The momentary vogue, in assessing the collapse of House hopes for repealing and replacing Obamacare, is to blame Speaker Paul Ryan or President Donald Trump or cynical Democrats or the House Freedom Caucus; when, in fact, the job was and is a mind-bender.

Too many varied and clashing interests must first be reconciled, starting with the interest of those now enrolled in this jerry-built and hyper-costly program. Taking things away from people, even when you propose giving them something else (e.g., tax credits, as in the House bill), is harder by far than giving it to them in the first place.

People — also known as voters — relish familiarity. Rip something from our grasp, and you got some ‘splaining to do, congressman.

“Repeal and replace Obamacare” made a nice campaign sound bite, not least because of the alliteration. How do you do it, though, once government-sponsored insurance has become part of the living-room furniture?

The House bill overseen by Speaker Ryan — a brilliant and immensely decent public servant — was no one’s idea even of a partial replacement. The Wall Street Journal’s editorial page, to which there is no equal for lucid conservative commentary, saw passage of the bill as, on balance, easily preferable to defeat. The House’s production was a start. It saved money and expanded personal rights. You could build on it.

Well, no, you couldn’t, as the House’s conservative Freedom Caucus saw the matter. The bill left too much of Obamacare’s timberwork in place.
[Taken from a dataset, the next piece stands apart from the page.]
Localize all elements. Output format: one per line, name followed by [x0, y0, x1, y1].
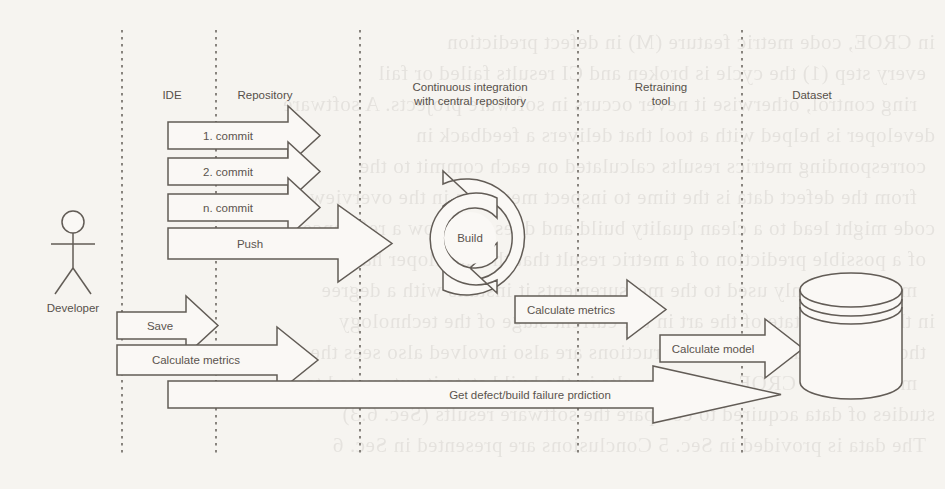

Wait, though — it should have left even more of the structure, complained congressmen fearful of voters who might see their healthcare programs as compromised under the House bill.

And so the whole enterprise of repeal and replace became a case of “Durned if you did; durned if you didn’t”: just the way things go in democratic politics, when too many people want too many different things.

Obamacare, in its place and time, proved to be one of those rare big things that politicians accomplish: a big, bad thing, to be sure; heavy on regimentation, central direction and irresponsible finance. The Capitol Hill Mob at the time — meaning a generally united Democratic Party, eager to perform for the new Democratic president — put the thing through, using brass knuckles, blackjacks and veiled reminders to the resistant that it sure would be sad to see a nice guy lose his seat.

Republicans, a breed of cat with a different neurological makeup, never achieved during the repeal effort this level of Edward G. Robinson-esque, shall we say, persuasion. They pointed fingers but never pointed guns (of the metaphorical — and highly effective — sort).

None of which is to say that Obamacare is with us now and always. As Republicans like to point out, in a third of American counties, you only have one insurance provider to choose from. We already knew you couldn’t keep the doctor you liked.

Democrats will, in time, start calling for tax increases to prop up the system. Republicans may at some point — not a distant one, we may hope — rise to the occasion and do what they should have done last week: Start reforming.

Last week would have been easily a better time for it than five, maybe 10, years from now. But politics reigns! The blame for that sad condition does not fall entirely on House speakers and presidents. Those who tell politicians, “Gimme! Gimme! Gimme!” and won’t take no for an answer, even when they know better: such are the main culprits. Of whom there seem currently to be around 300 million.